Retirement "life swings back and forth like a pendulum between pain and boredom", according to Arthur Schopenhauer.
There is the challenge. As Mill struggled from his perspective.
Mill found the answer in Wordsworth as shown in the below.
"It took Mill two years to find a way out of his crisis. It was only after he began reading, not philosophy, but the poetry of William Wordsworth, that he was fully convinced he had emerged.
What was it about Wordsworth’s romantic poetry — intensely emotional (often melancholy), solitary, autobiographical, and infused with bucolic English imagery — that had such a profound healing effect on Mill? He explains:
What made Wordsworth’s poems a medicine for my state of mind, was that they expressed, not mere outward beauty, but states of feeling, and of thought coloured by feeling, under the excitement of beauty. They seemed to be the very culture of the feelings, which I was in quest of. In them I seemed to draw from a source of inward joy, of sympathetic and imaginative pleasure, which could be shared in by all human beings; which had no connexion with struggle or imperfection, but would be made richer by every improvement in the physical or social condition of mankind. From them I seemed to learn what would be the perennial sources of happiness, when all the greater evils of life shall have been removed… I needed to be made to feel that there was real, permanent happiness in tranquil contemplation. Wordsworth taught me this…
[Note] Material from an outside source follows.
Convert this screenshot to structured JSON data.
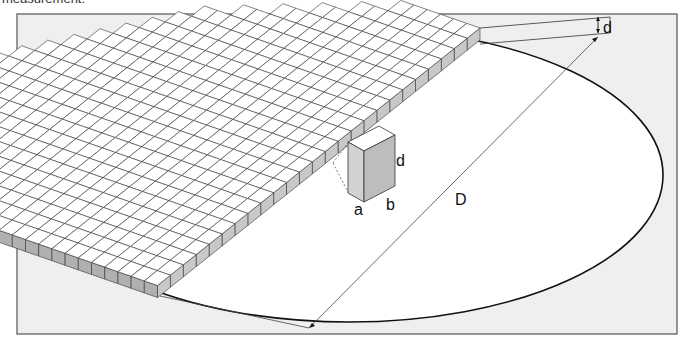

Mill was searching for a reliable source of joy, one that could survive the unbearable goodness of the world he sought to achieve. He was looking for a happiness that could stave off incursions of dissatisfaction or boredom once the ultimate battle is won, and (at last!) tranquility reigns. The answer, he discovered through reading Wordsworth, is to take refuge in a capacity to be moved by beauty — a capacity to take joy in the quiet contemplation of delicate thoughts, sights, sounds, and feelings, not just titanic struggles.
This discovery is convenient for a philosopher. Mill was trained, from a very young age, to think: to be a quiet contemplator. So, it’s no surprise that he was desperate to make sure he could still take joy in his allotted craft, once the hard labor of social reform was done. But, as Mill says, imaginative pleasures are available to “all human beings,” not just poets and philosophers.
I hope, and suspect, that Mill is right about this: that we all have the ability to find some durable joy in quietude, normalcy and contemplation. In our personal lives, and in our political lives too, it would be nice if we could escape Schopenhauer’s pendulum: to simply enjoy where we are, at times; to find some peace in the cessation of motion."
Retirement "life swings back and forth like a pendulum between pain and boredom", according to Arthur Schopenhauer.
There is the challenge. As Mill struggled from his perspective.
Mill found the answer in Wordsworth as shown in the below.
"It took Mill two years to find a way out of his crisis. It was only after he began reading, not philosophy, but the poetry of William Wordsworth, that he was fully convinced he had emerged.
What was it about Wordsworth’s romantic poetry — intensely emotional (often melancholy), solitary, autobiographical, and infused with bucolic English imagery — that had such a profound healing effect on Mill? He explains:
Mill was searching for a reliable source of joy, one that could survive the unbearable goodness of the world he sought to achieve. He was looking for a happiness that could stave off incursions of dissatisfaction or boredom once the ultimate battle is won, and (at last!) tranquility reigns. The answer, he discovered through reading Wordsworth, is to take refuge in a capacity to be moved by beauty — a capacity to take joy in the quiet contemplation of delicate thoughts, sights, sounds, and feelings, not just titanic struggles.
This discovery is convenient for a philosopher. Mill was trained, from a very young age, to think: to be a quiet contemplator. So, it’s no surprise that he was desperate to make sure he could still take joy in his allotted craft, once the hard labor of social reform was done. But, as Mill says, imaginative pleasures are available to “all human beings,” not just poets and philosophers.
I hope, and suspect, that Mill is right about this: that we all have the ability to find some durable joy in quietude, normalcy and contemplation. In our personal lives, and in our political lives too, it would be nice if we could escape Schopenhauer’s pendulum: to simply enjoy where we are, at times; to find some peace in the cessation of motion."